On strange tastes



To admit to being a ‘collector of strange tastes’ sounds as if one is a Victorian trying to confess to a fixation with pornography or a middle aged Englishman in some century past, explaining what precisely it is he is up to in Marrakesh. I must confess I mean neither such thing- after all, Marrakesh has now joined Lisbon, Barcelona, Bath, and Berlin as one of those cities plagues with couples on long weekends, and so I fear it would take a particularly concerted effort by wild horses to get me there. But let us not dwell on the negative or the euphemistic vocabularies of the past: the strange tastes that I delight in observing and then collecting (if committing to memory might be counted as such) are those of others, the discovery of unlikely or unexpected passions held by those whom we think we know.

There are many reasons to delight in the seemingly counter-intuitive tastes of others. On one level it is, I suppose, somewhat voyeuristic, the equivalent of a glimpse into an upper window from the top deck of a bus as it cruises through polite suburbia. Such a glance affords only the briefest of insights to a home- and in almost all cases, what we see is both disappointingly and reassuringly benign, yet, because we have subverted the pebble-dashed respectability projected below, it seems all the more thrilling. So it is with private passions- that the Queen takes a deep joy in the music of George Formby is not so shocking a revelation as it would be if she took similar pleasure in dog fighting or cocaine, yet because it still affords us a peek at the inner loves of one whose life is the byword for public respectability, the thought of her singing along to songs about, appropriately, a voyeuristic window cleaner, is profoundly pleasing.

Of course, as the above demonstrates, there is a joy in collecting strange tastes for anecdotal reasons too. To be able to reveal that such a byword for old English contrarian reaction as Peter Hitchens is also a delighter in the 2004 teen comedy masterpiece Mean Girls is certain to cause a ripple of disbelief and then- as the pre-eminent sceptic scuttles to disprove the line, only to find it corroborated by Hitchens’ own writing- amusement when in company. I do not think this is amusement at the expense of such figures- if anything we laugh, I would hope, at the folly of our own crude categorisations that have been subverted in a pleasing way, as opposed to the much more common, and much darker, subversions of expectation with which our news is so often awash.

These darker passions though are almost always rooted in dehumanisation. These strange joys, however, are quite the opposite, invariably being a private delight in music or humour or art, just not in the manner we expected. I also, therefore, delight in collecting them because knowledge of such passions in others gives permission for our own strange tastes, those odd indulgences which each and everyone of us has lurking somewhere- for I cannot conceive of a person who would prove, after any detailed examination, to be just as I expected. I could, here, throw open the net curtains on my friends- detailing the passion of a hulking rugby playing friend for late Gothic architecture, or the committed High Churchman with an encyclopaedic knowledge of designer trainers, but it would be both cowardly and remiss not to reveal strange delights of my own.

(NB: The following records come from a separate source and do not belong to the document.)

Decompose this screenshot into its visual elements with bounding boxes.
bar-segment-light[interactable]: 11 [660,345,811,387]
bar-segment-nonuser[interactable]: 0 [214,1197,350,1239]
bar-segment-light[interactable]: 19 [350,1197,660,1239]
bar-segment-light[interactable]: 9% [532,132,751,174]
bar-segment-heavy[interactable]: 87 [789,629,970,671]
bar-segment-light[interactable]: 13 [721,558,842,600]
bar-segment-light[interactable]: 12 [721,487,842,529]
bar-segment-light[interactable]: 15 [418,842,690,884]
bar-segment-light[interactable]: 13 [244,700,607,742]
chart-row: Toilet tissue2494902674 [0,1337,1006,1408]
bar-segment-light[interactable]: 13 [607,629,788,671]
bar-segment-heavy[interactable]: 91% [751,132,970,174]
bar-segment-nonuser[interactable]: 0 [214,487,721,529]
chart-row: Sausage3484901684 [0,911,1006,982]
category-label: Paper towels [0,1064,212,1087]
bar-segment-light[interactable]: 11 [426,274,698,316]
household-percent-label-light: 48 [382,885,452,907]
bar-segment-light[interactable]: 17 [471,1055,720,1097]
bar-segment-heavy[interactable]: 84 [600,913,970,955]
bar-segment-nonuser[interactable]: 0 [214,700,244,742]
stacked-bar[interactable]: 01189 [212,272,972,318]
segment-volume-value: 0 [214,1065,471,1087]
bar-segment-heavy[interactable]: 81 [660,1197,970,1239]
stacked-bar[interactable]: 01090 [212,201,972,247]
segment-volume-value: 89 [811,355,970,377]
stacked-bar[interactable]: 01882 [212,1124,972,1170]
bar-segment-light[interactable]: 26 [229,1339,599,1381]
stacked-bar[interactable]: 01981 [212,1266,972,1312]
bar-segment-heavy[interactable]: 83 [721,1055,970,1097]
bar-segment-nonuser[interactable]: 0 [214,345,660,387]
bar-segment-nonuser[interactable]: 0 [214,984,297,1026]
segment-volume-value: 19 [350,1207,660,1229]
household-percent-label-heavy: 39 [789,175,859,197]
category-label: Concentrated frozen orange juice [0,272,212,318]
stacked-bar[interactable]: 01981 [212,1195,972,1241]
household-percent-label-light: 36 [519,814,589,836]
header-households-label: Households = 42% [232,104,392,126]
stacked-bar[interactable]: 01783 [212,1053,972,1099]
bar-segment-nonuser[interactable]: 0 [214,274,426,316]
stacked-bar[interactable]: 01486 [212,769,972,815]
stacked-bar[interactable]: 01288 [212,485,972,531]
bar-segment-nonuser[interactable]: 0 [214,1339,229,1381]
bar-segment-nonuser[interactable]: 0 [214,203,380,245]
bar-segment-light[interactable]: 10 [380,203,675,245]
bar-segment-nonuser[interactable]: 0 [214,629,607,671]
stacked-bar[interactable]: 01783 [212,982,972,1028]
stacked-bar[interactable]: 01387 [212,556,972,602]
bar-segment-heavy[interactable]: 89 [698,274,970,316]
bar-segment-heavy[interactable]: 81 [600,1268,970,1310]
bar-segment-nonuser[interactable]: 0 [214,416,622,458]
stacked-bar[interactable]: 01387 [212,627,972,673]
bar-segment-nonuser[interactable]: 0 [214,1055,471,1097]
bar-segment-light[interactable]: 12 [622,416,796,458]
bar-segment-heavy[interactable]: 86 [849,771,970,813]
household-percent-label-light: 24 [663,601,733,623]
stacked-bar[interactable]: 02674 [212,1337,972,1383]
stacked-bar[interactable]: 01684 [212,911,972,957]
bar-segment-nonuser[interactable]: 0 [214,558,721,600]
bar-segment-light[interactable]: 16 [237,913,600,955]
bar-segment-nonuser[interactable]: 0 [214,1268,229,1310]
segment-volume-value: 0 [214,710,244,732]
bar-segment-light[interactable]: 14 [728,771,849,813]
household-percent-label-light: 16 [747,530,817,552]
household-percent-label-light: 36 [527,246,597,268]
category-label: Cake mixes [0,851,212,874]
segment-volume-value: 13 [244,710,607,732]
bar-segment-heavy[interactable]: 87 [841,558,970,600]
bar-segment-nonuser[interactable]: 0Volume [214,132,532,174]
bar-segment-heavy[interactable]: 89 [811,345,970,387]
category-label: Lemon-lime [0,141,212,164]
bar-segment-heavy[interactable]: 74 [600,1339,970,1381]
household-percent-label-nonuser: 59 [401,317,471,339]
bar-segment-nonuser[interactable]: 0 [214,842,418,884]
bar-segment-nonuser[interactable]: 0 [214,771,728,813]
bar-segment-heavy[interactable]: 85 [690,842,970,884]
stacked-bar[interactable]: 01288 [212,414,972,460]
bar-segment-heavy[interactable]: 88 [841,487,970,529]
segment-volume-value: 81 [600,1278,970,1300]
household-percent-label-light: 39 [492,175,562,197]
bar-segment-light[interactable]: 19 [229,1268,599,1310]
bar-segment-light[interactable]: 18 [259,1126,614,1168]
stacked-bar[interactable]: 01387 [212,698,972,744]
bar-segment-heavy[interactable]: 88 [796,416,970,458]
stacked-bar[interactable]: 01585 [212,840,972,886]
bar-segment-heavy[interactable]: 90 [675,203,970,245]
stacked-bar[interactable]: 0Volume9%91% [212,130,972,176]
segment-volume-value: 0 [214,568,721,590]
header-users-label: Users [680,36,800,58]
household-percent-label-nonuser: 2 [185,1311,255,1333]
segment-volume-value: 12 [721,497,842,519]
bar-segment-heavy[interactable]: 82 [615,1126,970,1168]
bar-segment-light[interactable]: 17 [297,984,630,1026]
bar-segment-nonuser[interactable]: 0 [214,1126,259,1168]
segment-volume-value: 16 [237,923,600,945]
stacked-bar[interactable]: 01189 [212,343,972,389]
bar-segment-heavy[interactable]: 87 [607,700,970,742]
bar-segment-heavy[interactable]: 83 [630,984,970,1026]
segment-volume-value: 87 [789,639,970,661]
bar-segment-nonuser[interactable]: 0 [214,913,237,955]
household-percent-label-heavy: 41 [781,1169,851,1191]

They are manifold, but the one that prompted this reflection was listening to the Thomas the Tank Engine remix of Notorious B.I.G.’s Come On. A strange thing, perhaps for a Church of England cleric to take abiding joy in, but it reminded me of a particular point in late childhood. Preposterous as it might seem, but, under the tutelage of elder brothers and the world of almost uncensored music channels, Biggie Smalls and myriad other artists as divorced from our context as it was possible to be were figures who loomed large in the early adolescence for prep school boys in rural England- a knowledge of them and their music being the mark of an acquaintance with the adult world. By contrast, there was not a son, first born or otherwise, who had not spent the previous 12 years in close proximity to Thomas; for having been written by a Rector and narrated by Ringo, there can be few more appropriate symbols of late twentieth century childhood. The combination of the two, therefore, brings me a great joy- perhaps, if Dr Freud is to be allowed to elbow his fallacies into this conversation, because it transports me back to that strange standing on the doorstep of adulthood but perhaps, and I think it more likely, because it is such a joyfully incongruous marriage of things in and of itself.

This example perhaps best shows the reason, I think, why I love these strange tastes so very much. They remind as that the incongruous is as common as the easy to observe pattern and reveal those complexities and paradoxes that occupy the space between the personality and the person, thus reminding us that the two are very separate things. If the glory of God really is, as Irenaeus tells us, man fully alive, then attention to and cultivation of these strange tastes, that demonstrate so clearly that to be a full person is to be a weird and wonderful paradox, ought to be our delight and our care.